ViewComponent vs. Phlex: Which Ruby UI Library Should You Choose?

I remember when my app/views folder was a complete disaster. I had deeply nested partials, instance variables floating everywhere, and logic hidden inside HTML tags. If I wanted to change the color of a button, I had to search through 50 different files.

In 2026, we don’t build Rails apps like that anymore. We use Components.

Components allow you to treat your UI like Lego blocks. You build a “Button” once, and you reuse it everywhere. It makes your code cleaner, easier to test, and much faster to write.

Here are the best Rails component libraries you should be using today to keep your monolith organized.

1. ViewComponent (The Gold Standard)

Created by the team at GitHub, ViewComponent is the most popular choice. It turns your views into Ruby objects.

Why I like it:
Instead of a “dumb” partial, you get a Ruby class and an HTML file. You can pass data into the class, and Ruby will yell at you if you forget a required parameter. It makes your UI “Type Safe.”

# app/components/button_component.rb
class ButtonComponent < ViewComponent::Base
  def initialize(title:, url:)
    @title = title
    @url = url
  end
end

<%= link_to @title, @url, class: "bg-blue-500 text-white p-2 rounded" %>

The best part? You can Unit Test your UI. You don’t need a slow browser test just to see if a button has the right text. You can test it in milliseconds using standard Minitest.

2. Phlex (The Speed Demon)

If you hate context-switching between Ruby and ERB, you will love Phlex.

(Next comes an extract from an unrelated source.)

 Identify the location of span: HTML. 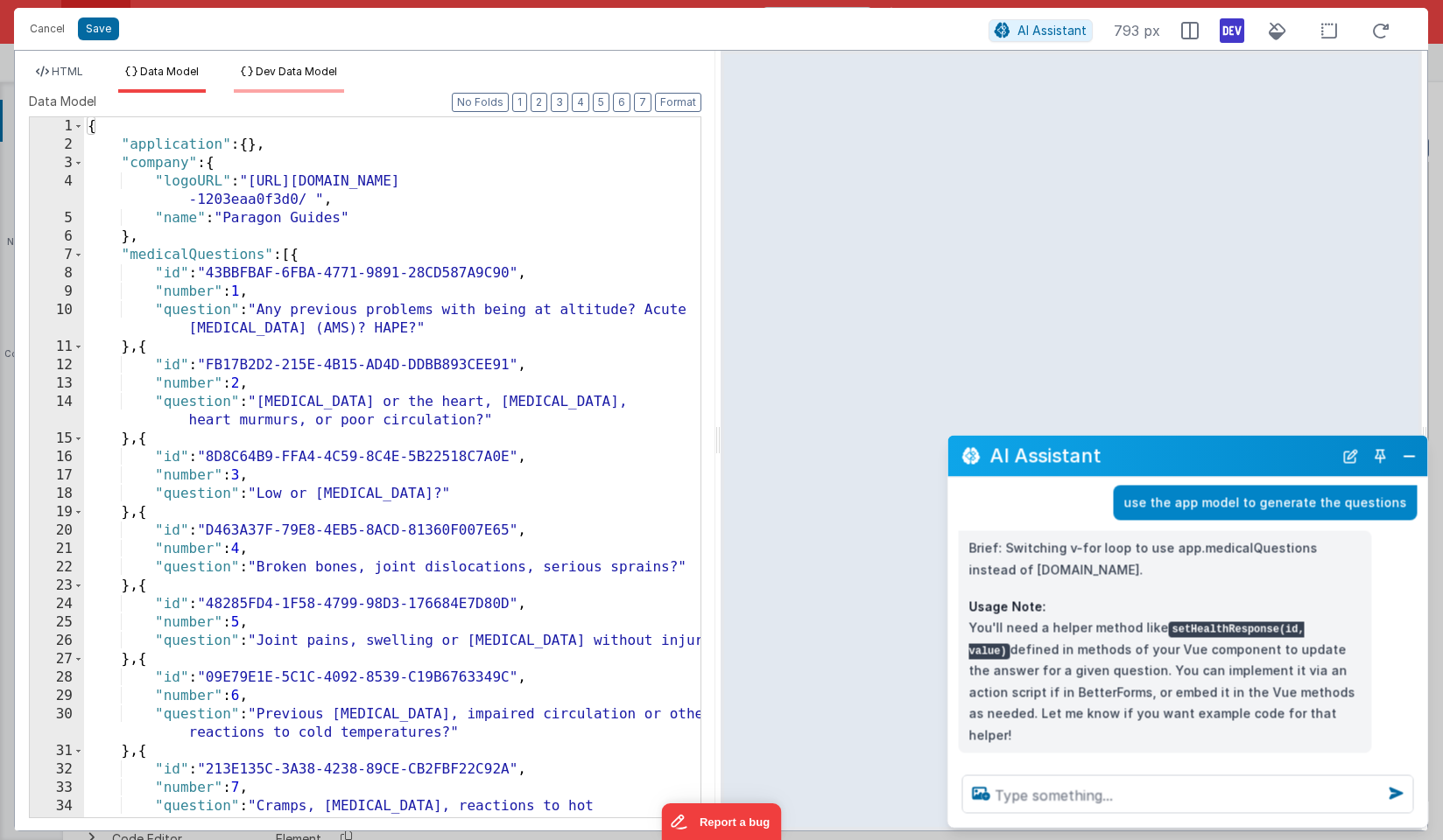
(67, 71).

Phlex is a new challenger that is taking the Rails world by storm. It doesn’t use .html.erb files at all. You write your HTML in Pure Ruby.

# app/components/card.rb
class Card < Phlex::HTML
  def template
    div(class: "p-4 border rounded shadow") do
      h1 { "Hello from Phlex" }
      p { "This is 10x faster than ERB." }
    end
  end
end

Why I like it:

  • Performance: It is significantly faster than rendering ERB templates.
  • No context switching: You stay in Ruby land. You can use standard Ruby loops, conditions, and methods without the messy <% %> tags.
  • High ROI: For a solo developer, Phlex makes building complex UI kits feel like writing a normal script.

3. Lookbook (The Designer’s Secret)

If you are using ViewComponent or Phlex, Lookbook is a mandatory tool.

Think of it as a “Storybook” but for Rails. It creates a private dashboard in your development environment where you can see every component you’ve built.

How to use it:

  1. Install the gem.
  2. Mount the engine in your routes.rb.
  3. Visit /lookbook.

You can now click through your buttons, modals, and navigation bars to see how they look with different data. It is the best way to maintain a consistent design system without getting lost in your own code.

4. Tailwind-Stimulus-Components

Components aren’t just about HTML; they are also about Behavior.

If you use Tailwind CSS (which you should), you don’t want to write custom JavaScript for every single dropdown or modal. This library gives you pre-written Stimulus controllers that handle the “boring” stuff.

Instead of writing a “modal-open” script, you just add a data attribute:

 data-controller="modal">
   data-action="click->modal#open">Open
   data-modal-target="container" class="hidden">
     
  

It is a perfect match for the “One-Person Framework” philosophy: use standard, battle-tested behavior so you can focus on the business logic.

Summary: Which one should you pick?

If you are a solo developer trying to choose a stack today, here is my recommendation:

  • Choose ViewComponent if you want the safest, most documented option. It is used by GitHub and Shopify, so it isn’t going anywhere.
  • Choose Phlex if you are a Ruby purist who wants the absolute maximum speed and hates ERB syntax.
  • Always use Lookbook to keep yourself organized.

Moving from partials to components is the single biggest “Level Up” you can take as a Rails developer. It turns your messy views into a professional, modular system.